Children with Special Needs Benefit from Horseback Riding
Most of us hear the word therapy and think it means waiting too long for an appointment in a bland, grey-carpeted lounge, shifting on the cracking vinyl of hard chairs and sighing along with the rest of the clients. Not so at Bit by Bit.
Just north of Tulsa, a stable of 17 horses and a volunteer staff of 100 help area children find the benefits of therapeutic riding. Linda Barron, executive director of Bit by Bit, began the program 17 years ago as a way to transition into retirement and help her community. Barron retired, and then un-retired to muck the stalls and groom the horses and watch the children grow.
According to Barron, therapeutic riding has origins that reach back to Europe in the 1800s. A dressage rider was infected with polio, and had made returning to her horse a primary goal. Her therapist noticed that the rider was making faster rehabilitation process than her other clients, the only difference being horseback riding.
Barron explained that therapeutic riding helps to work the musculature of any “child with any identified special need, from a very involved quadriplegic rider to a rider with a tracheotomy to ADHD, cognitive delays, emotional delays, emotional disturbances, or issues that occur alongside other primary diagnoses.”
With degrees in special education and an extensive equine background, Barron understands what horseback riding can do for children with special needs. Along with the core muscle work, riding also promotes emotional growth and cognitive development.
“Horses move three dimensionally,” she said, “just like humans do.” As we walk forward, our entire body shifts with us through space. Often, the participants at Bit By Bit have little opportunity to use the muscles from the shoulders to the pelvis, Barron explained. Riding on a horse, in specific positions, “duplicates this movement,” which allows the muscles to be worked. Additionally, this lights up the areas of the brain that coordinate with those muscles. In other words, a child with special needs may have lost the brain inventory associated with these body movements, and riding helps to refresh that memory.
The benefits don’t end with physical or cognitive outcomes. “It is an entire body experience,” Barron said, “an emotional experience.” She said that it can be as simple seeing a wheelchair- bound woman sit high enough that not everyone is looking down on her. She said that when she hears a child sign her first word, or enunciate his first word, “it’s like magic.”
Barron said that therapeutic riding fills a void, and helps parents of children with special needs identify goals for their children. Often, Bit by Bit clients are released early from school, so that their participation is counted as part of classroom therapy. Volunteers take into consideration parental goals as well as students’ IEPs. She said it can even help students who have “tactile defensiveness.” For example, since all riders must wear helmets, this has opened some tactilely defensive children to learn to wear hats in the summer or winter, when protection offers safety.

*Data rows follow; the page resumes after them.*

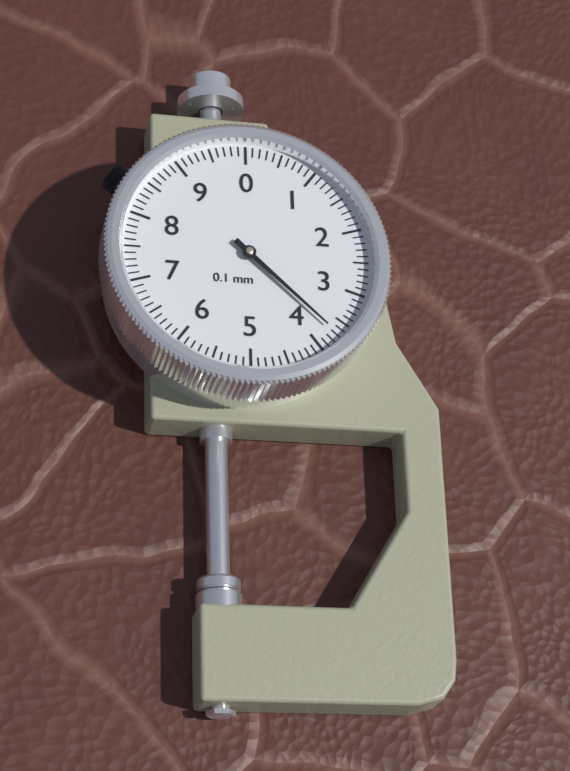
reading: 3.7 mm
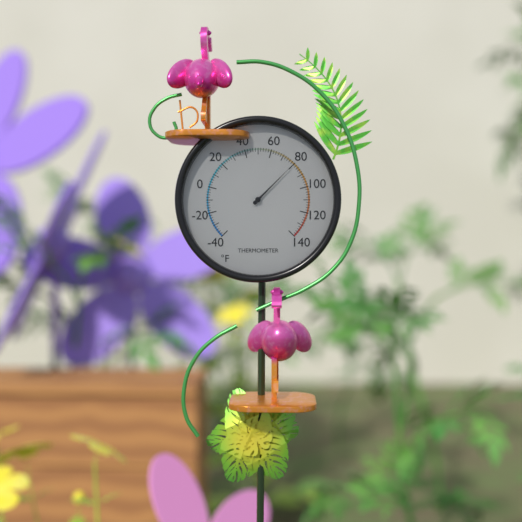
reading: 80 °F
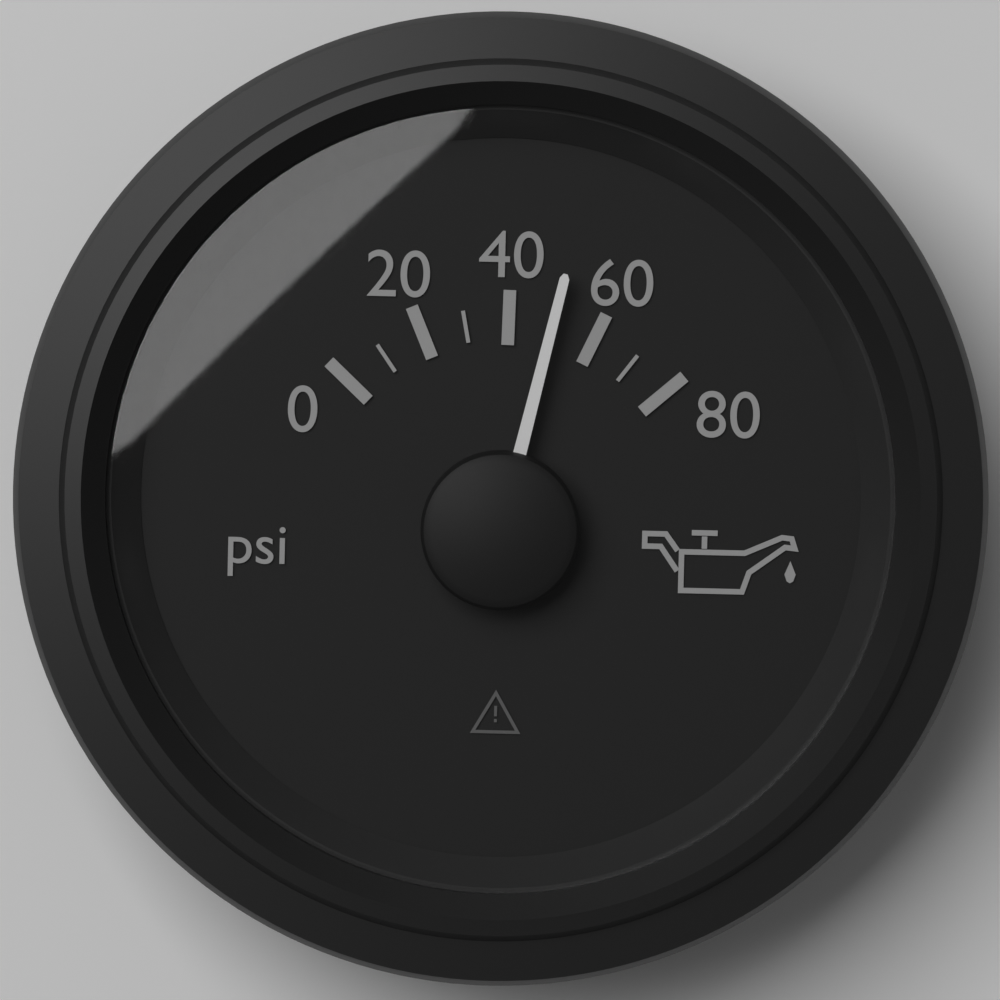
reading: 50 psi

Finally, Barron said her friends tease her when she says they have 74 clients, because families are touched by the positive effects on their children. She said riding helps children become more available for family events, enabling them to sit longer at a restaurant, for example. It also helps the often-isolated parent of the child with special needs gain a sense of belonging with other parents who are talking about homework and sports and schedules and grades. When the child is participating in and growing from Bit By Bit, the parents and the child have a physical activity that they can talk about. Barron said therapeutic riding treats the whole family.